SO! I am the proud owner of … an Atari 2600+! This console, a re-release of the original Atari 2600 from 47 (!) years ago, only a notch smaller and with USB and HDMI outputs. It plays original Atari cartridges, though, which shall be my incentive to hop on my bike and visit the retro game store in nearby Traveler’s Rest which has a selection of original Atari cartridges among all their other retro games.
The first game I remember playing is Adventure, which came out in 1980, and, while I can’t be sure, I seem to remember first playing it in my parents’ new house on Coventry Road, which we didn’t move into until early 1979, just before my birthday.
In fact, as I dig my brain into it, we played Breakout in the den of my parents’s old house on Sedgefield Road, so we must have had access to early-generation Atari. Our neighbors when we moved had a snazzier Odyssey 2 :-), and a few years later another friend from school had an even better game console, though none of the second-generation units I looked up online seem familiar to me.
Therefore, by the process of elimination, either my parents got my Atari 2600 for Christmas for me sometime around 1977 or 1978, or one of our relatives or babysitters loaned us one when we lived on Sedgefield. I have distinct memories of getting a Radio Shack Color Computer in Christmas of 1980, a grey wedge of plastic with a massive 4K of RAM, and remember programming games on it myself – perhaps because I didn’t have an Atari to play with; this makes me think that, at least at first, the Atari was actually the “better game console” my other friend from school had, and that I went over to their house to play.
Regardless, I solved the first level of Adventure in minutes after cracking open the Atari.
No big challenge, but apparently I still got it.
-the Centaur
Pictured: the box, and the unboxed start of Adventure.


Work task
Every line from the one containing "The screen is" to the end of the records below should be returned exactly; pictures are to be dropped.

===

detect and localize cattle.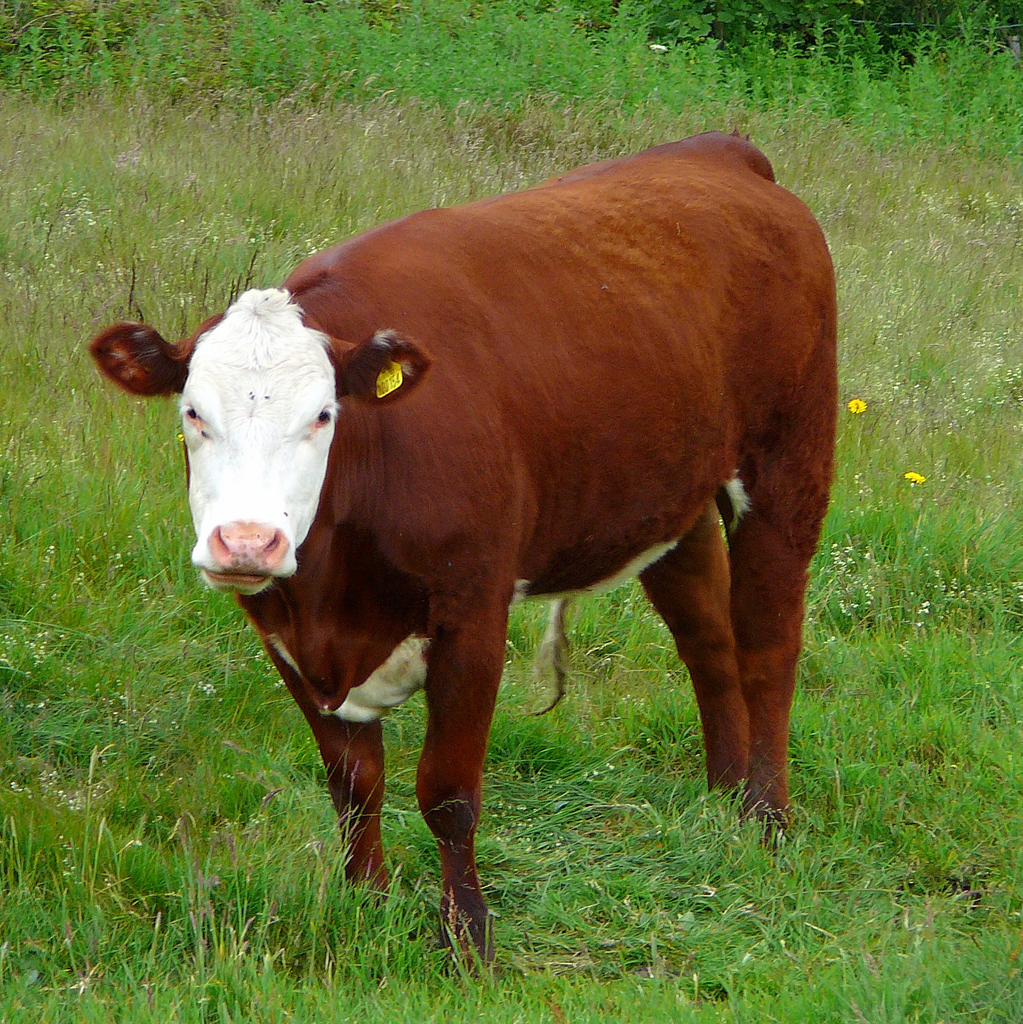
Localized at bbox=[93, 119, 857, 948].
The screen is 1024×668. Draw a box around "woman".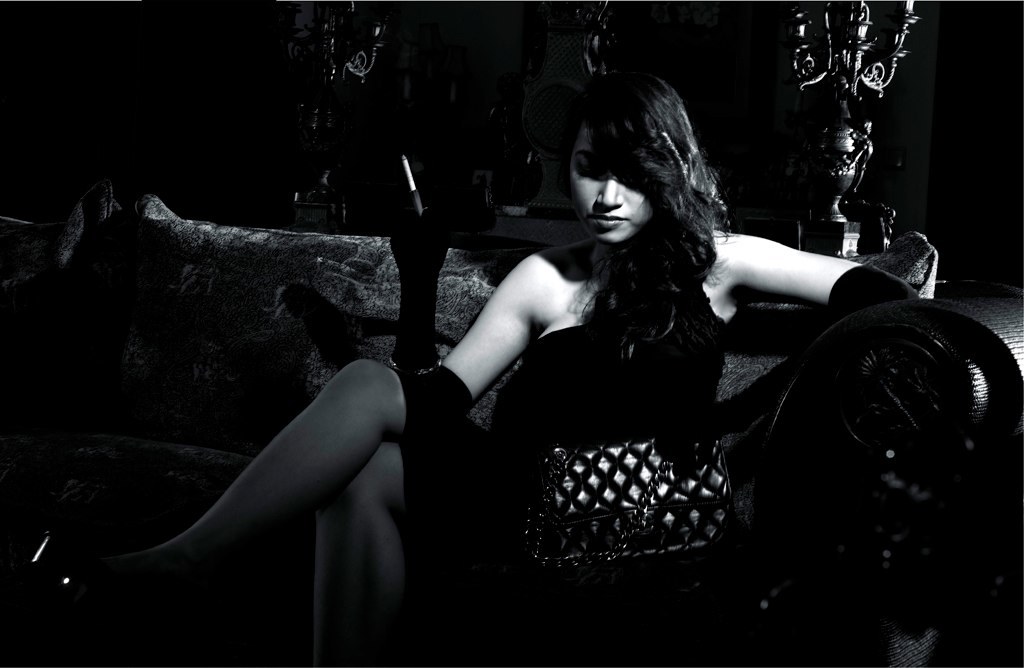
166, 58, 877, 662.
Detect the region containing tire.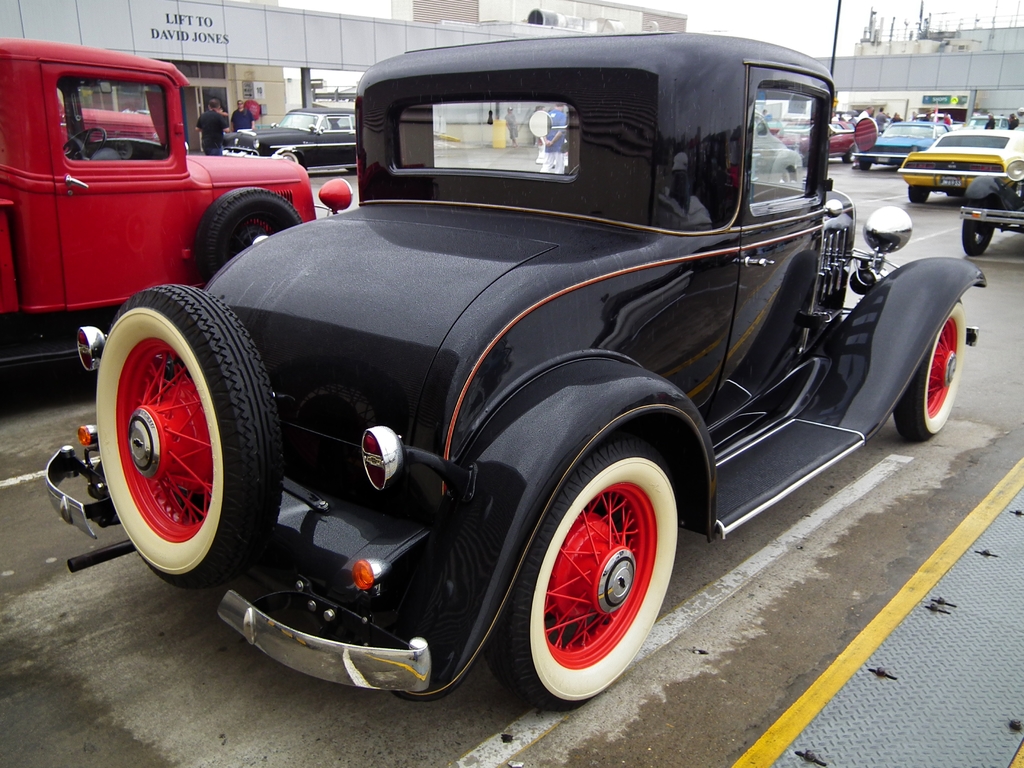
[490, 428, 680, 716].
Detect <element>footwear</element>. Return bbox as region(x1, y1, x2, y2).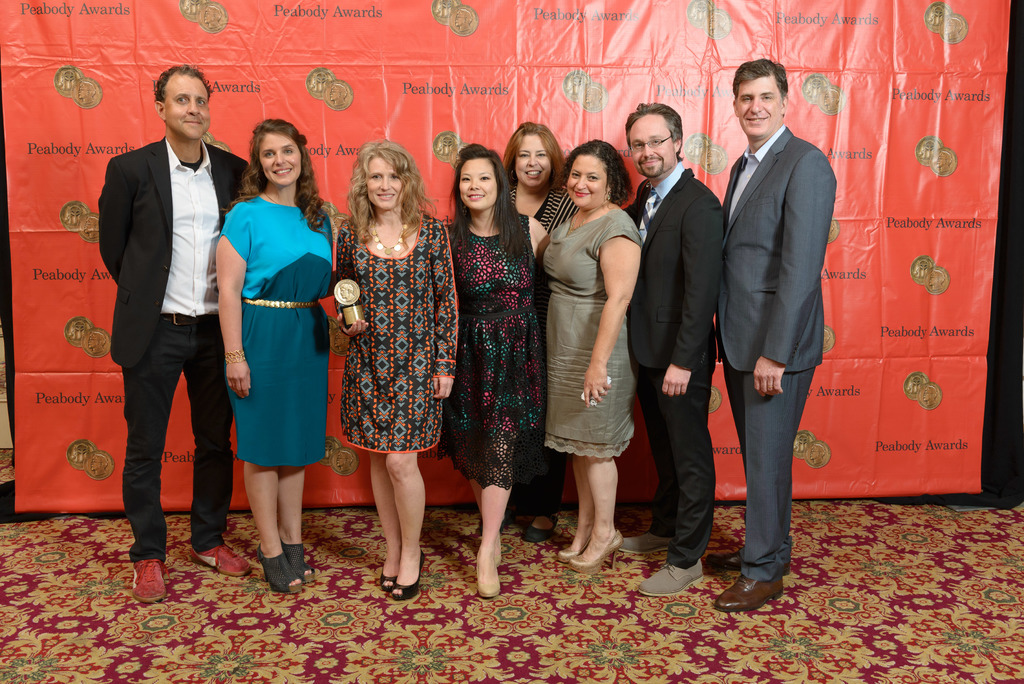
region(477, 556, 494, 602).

===

Result of the task
The screen is 1024×668. Draw a box around "woman".
166, 58, 877, 662.
Detect the region containing tire.
[490, 428, 680, 716].
Detect <element>footwear</element>. Return bbox as region(x1, y1, x2, y2).
region(477, 556, 494, 602).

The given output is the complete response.